Petitioners have committed two distinct acts of forum-shopping,[49] namely: (1) petitioners willfully and deliberately went to different courts to avail themselves of multiple judicial remedies founded on similar facts and raising substantially similar reliefs, and (2) they did not comply with their undertaking to report the filing of the Second Complaint within five days from its filing.
2009-08-25
CHICO-NAZARIO, J.
In the case before us, the lands in question had long been (almost 20 years) reclassified as residential before the instant case was filed. All those years, no one questioned the ordinance reclassifying the lands. If petitioner would like to have the reclassification of the lands involved changed to agricultural, the just and reasonable way of doing it is to go to the municipal council -- not the courts - that enacted the ordinance and to ask that the lands be reclassified again as agricultural.

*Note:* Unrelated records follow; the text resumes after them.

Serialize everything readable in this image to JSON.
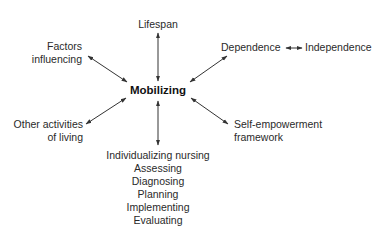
{
  "diagram": {
    "center": "Mobilizing",
    "nodes": {
      "top": "Lifespan",
      "top_left": [
        "Factors",
        "influencing"
      ],
      "top_right_a": "Dependence",
      "top_right_b": "Independence",
      "bottom_left": [
        "Other activities",
        "of living"
      ],
      "bottom_right": [
        "Self-empowerment",
        "framework"
      ],
      "bottom": [
        "Individualizing nursing",
        "Assessing",
        "Diagnosing",
        "Planning",
        "Implementing",
        "Evaluating"
      ]
    },
    "arrow_color": "#333333",
    "arrow_style": "double-headed"
  }
}
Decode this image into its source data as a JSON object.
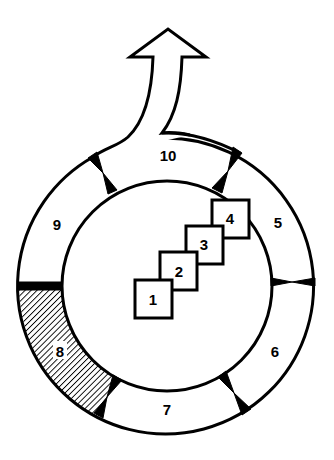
{
  "diagram": {
    "type": "cycle-with-steps",
    "colors": {
      "stroke": "#000000",
      "background": "#ffffff",
      "hatch": "#000000"
    },
    "center_steps": [
      {
        "label": "1"
      },
      {
        "label": "2"
      },
      {
        "label": "3"
      },
      {
        "label": "4"
      }
    ],
    "ring_segments": [
      {
        "label": "5",
        "fill": "plain"
      },
      {
        "label": "6",
        "fill": "plain"
      },
      {
        "label": "7",
        "fill": "plain"
      },
      {
        "label": "8",
        "fill": "hatched"
      },
      {
        "label": "9",
        "fill": "plain"
      },
      {
        "label": "10",
        "fill": "plain",
        "has_exit_arrow": true
      }
    ],
    "exit_arrow": {
      "direction": "up",
      "from_segment": "10"
    }
  }
}
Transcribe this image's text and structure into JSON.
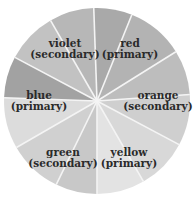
{
  "diagram": {
    "center": [
      97,
      101
    ],
    "radius": 93,
    "divider_color": "#f4f4f4",
    "segments": [
      {
        "start": -2,
        "end": 22,
        "fill": "#a9a9a9"
      },
      {
        "start": 22,
        "end": 58,
        "fill": "#b3b3b3"
      },
      {
        "start": 58,
        "end": 86,
        "fill": "#bdbdbd"
      },
      {
        "start": 86,
        "end": 118,
        "fill": "#cfcfcf"
      },
      {
        "start": 118,
        "end": 150,
        "fill": "#d8d8d8"
      },
      {
        "start": 150,
        "end": 180,
        "fill": "#e3e3e3"
      },
      {
        "start": 180,
        "end": 206,
        "fill": "#c8c8c8"
      },
      {
        "start": 206,
        "end": 240,
        "fill": "#d0d0d0"
      },
      {
        "start": 240,
        "end": 272,
        "fill": "#dcdcdc"
      },
      {
        "start": 272,
        "end": 298,
        "fill": "#a2a2a2"
      },
      {
        "start": 298,
        "end": 330,
        "fill": "#c2c2c2"
      },
      {
        "start": 330,
        "end": 358,
        "fill": "#b7b7b7"
      }
    ],
    "labels": [
      {
        "name": "violet",
        "type": "(secondary)",
        "x": 65,
        "y": 47
      },
      {
        "name": "red",
        "type": "(primary)",
        "x": 130,
        "y": 47
      },
      {
        "name": "orange",
        "type": "(secondary)",
        "x": 158,
        "y": 99
      },
      {
        "name": "blue",
        "type": "(primary)",
        "x": 39,
        "y": 99
      },
      {
        "name": "green",
        "type": "(secondary)",
        "x": 63,
        "y": 156
      },
      {
        "name": "yellow",
        "type": "(primary)",
        "x": 129,
        "y": 156
      }
    ]
  }
}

Technical matters such as zoning classifications and building certifications should be primarily resolved first by the administrative agency whose expertise relates therein.[62] The jurisprudential trend is for courts to refrain from resolving a controversy involving matters that demand the special competence of administrative agencies, "even if the question[s] involved [are] also judicial in character."[63] In this manner, we give the respect due to these agencies (the municipal council and the Human Settlement Regulatory Commission [now HLURB]), which unquestionably have primary jurisdiction to rule on matters of classification of lands.